The Tax and Superannuation Laws Amendment (2015 Measures No 6) Bill 2015 received Royal Assent on 29 February 2016, becoming Act No 10 of 2016.
The Bill, amongst other measures, amends the ITAA 1997 to change the CGT treatment of the sale and purchase of businesses involving certain earn out rights – rights to future payments linked to the performance of assets after sale.
The changes will apply from 24 April 2015.
An earn out is an arrangement, usually entered into on the sale of an asset or a business, where part of the sale price is contingent on something that happens after settlement. It may be that a later payment is made contingent on profits, on customers being retained, or other targets being met.
The ATO last published its views on earn outs in 2007 as TR 2007/D10 which created necessary complication and imposed additional costs on parties to an earn out arrangement. Treasury subsequently released its own Discussion Paper in 2010, resulting in significant uncertainty about how they are treated for tax purposes.
The new law is broadly in line with what Treasury proposed in 2010, and under the new law a ‘look-through earn out right’:
- will not need to be valued at the time of selling the underlying asset;
- will not result in tax being payable until an amount is received under an earn out arrangement;
- will result in that tax being payable by amending the assessment for the year of sale to include the amount received under the earn out as part of the original sale proceeds; and
- will not result in any interest being charged by the ATO so long as an amendment is requested within a specified time period.

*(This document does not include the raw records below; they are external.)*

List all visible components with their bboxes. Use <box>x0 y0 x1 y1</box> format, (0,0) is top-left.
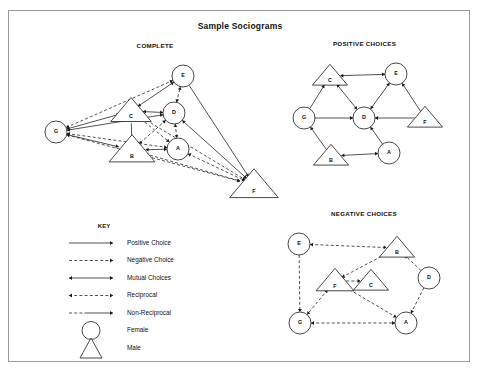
key-item-negative-choice: Negative Choice <box>69 256 174 264</box>
edge-B-G <box>310 127 326 150</box>
key-arrowhead-right <box>110 276 113 280</box>
key-item-non-reciprocal: Non-Reciprocal <box>69 309 171 317</box>
edge-F-E <box>402 83 421 112</box>
edge-E-F <box>189 85 249 176</box>
arrowhead-B-E <box>310 243 313 247</box>
arrowhead-G-B <box>115 144 118 148</box>
sociogram-negative-choices: NEGATIVE CHOICESEBFCDGA <box>288 210 440 334</box>
key-male-triangle-icon <box>80 338 102 358</box>
node-label-C: C <box>328 77 332 83</box>
arrowhead-D-A <box>411 310 414 314</box>
node-label-G: G <box>298 319 302 325</box>
edge-E-G <box>299 255 300 312</box>
arrowhead-C-D <box>160 110 163 114</box>
panel-label: POSITIVE CHOICES <box>333 40 396 47</box>
arrowhead-E-G <box>298 309 302 312</box>
node-label-D: D <box>172 109 176 115</box>
key-item-label: Negative Choice <box>127 256 174 264</box>
key-arrowhead-right <box>110 259 113 263</box>
arrowhead-F-A <box>188 153 192 156</box>
key-item-label: Male <box>127 344 141 351</box>
key-item-label: Reciprocal <box>127 291 157 299</box>
node-label-C: C <box>129 113 133 119</box>
node-label-G: G <box>54 128 58 134</box>
key-arrowhead-right <box>110 241 113 245</box>
key-arrowhead-right <box>110 311 113 315</box>
edge-A-D <box>370 127 382 144</box>
arrowhead-F-A <box>393 314 397 317</box>
key-arrowhead-left <box>69 276 72 280</box>
edge-B-A <box>341 154 378 156</box>
node-label-A: A <box>404 319 408 325</box>
arrowhead-C-E <box>382 73 385 77</box>
edge-F-G <box>307 290 328 315</box>
node-label-E: E <box>394 70 398 76</box>
edge-C-D <box>143 112 163 113</box>
key-arrowhead-right <box>110 294 113 298</box>
key-item-mutual-choices: Mutual Choices <box>69 274 171 281</box>
arrowhead-D-E <box>386 83 389 87</box>
edge-D-A <box>411 288 424 313</box>
key-item-female: Female <box>82 322 149 340</box>
node-label-E: E <box>181 72 185 78</box>
edge-G-B <box>67 135 119 147</box>
key-item-label: Positive Choice <box>127 239 171 246</box>
arrowhead-B-A <box>375 152 378 156</box>
node-label-C: C <box>369 282 373 288</box>
edge-C-E <box>138 82 174 106</box>
key-title: KEY <box>98 223 110 229</box>
edge-E-D <box>370 83 389 109</box>
edge-D-F <box>182 120 246 178</box>
node-label-B: B <box>395 249 399 255</box>
arrowhead-A-G <box>311 321 314 325</box>
edge-F-A <box>345 287 397 318</box>
key-female-circle-icon <box>82 322 100 340</box>
node-label-A: A <box>387 149 391 155</box>
node-label-E: E <box>297 240 301 246</box>
node-label-D: D <box>362 114 366 120</box>
edge-G-F <box>67 135 240 181</box>
arrowhead-G-A <box>392 321 395 325</box>
panel-label: NEGATIVE CHOICES <box>331 210 397 217</box>
node-label-G: G <box>302 114 306 120</box>
arrowhead-B-G <box>310 127 313 131</box>
arrowhead-A-D <box>370 127 373 131</box>
key-legend: KEYPositive ChoiceNegative ChoiceMutual … <box>69 223 174 358</box>
arrowhead-E-D <box>370 106 373 110</box>
edge-G-C <box>310 85 325 109</box>
sociogram-complete: COMPLETEECDGBAF <box>45 42 278 198</box>
sociogram-canvas: COMPLETEECDGBAFPOSITIVE CHOICESCEGDFBANE… <box>9 11 471 363</box>
arrowhead-A-D <box>174 124 178 127</box>
sociogram-positive-choices: POSITIVE CHOICESCEGDFBA <box>293 40 443 165</box>
key-item-reciprocal: Reciprocal <box>69 291 157 299</box>
arrowhead-G-D <box>350 116 353 120</box>
edge-D-B <box>405 255 421 270</box>
arrowhead-B-D <box>162 120 166 123</box>
node-label-A: A <box>176 145 180 151</box>
edge-B-F <box>145 154 240 181</box>
arrowhead-F-D <box>375 116 378 120</box>
key-item-positive-choice: Positive Choice <box>69 239 171 246</box>
diagram-frame: Sample Sociograms COMPLETEECDGBAFPOSITIV… <box>8 10 470 362</box>
key-item-label: Female <box>127 326 149 333</box>
edge-C-D <box>337 84 357 109</box>
key-item-male: Male <box>80 338 141 358</box>
edge-E-B <box>310 244 387 247</box>
node-label-B: B <box>130 153 134 159</box>
key-arrowhead-left <box>69 294 72 298</box>
node-label-D: D <box>427 274 431 280</box>
key-item-label: Mutual Choices <box>127 274 171 281</box>
edge-C-E <box>340 74 385 75</box>
key-item-label: Non-Reciprocal <box>127 309 171 317</box>
node-label-B: B <box>329 157 333 163</box>
panel-label: COMPLETE <box>137 42 174 49</box>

The fact that the amount received under the earn out will be included as capital proceeds for the original sale will mean that any concessions available on the original gain will effectively be available on the amount received under the earn out arrangement – so if the original asset sale resulted in the gain being disregarded because the asset was pre-CGT, or the general discount or the small business concessions being accessed, then the same treatment will apply to the amount received under the earn out.
For a purchaser any amounts paid under an earn out will simply be included in cost base.
The new rules also accommodate ‘reverse’ earn out arrangements where any amount repaid by a seller reduces the capital proceeds received and is treated as a recoupment of the purchaser’s cost base.
The most difficult part of the new rules will be whether the eligibility conditions that need to be met for an earn out to be a ‘look-through earn out right’ are satisfied. The two main conditions are that an earn out cannot last for more than 5 years, and the asset being disposed of must be an ‘active asset’.
The new law also tweaks some aspects of the small business CGT concessions so that they work better with the new treatment of earn outs.
The new Law now provides ‘clarity’ on what was the uncertain and debatable treatment of earn outs previously, and provide a welcome simplification to the way earn outs might be taxed.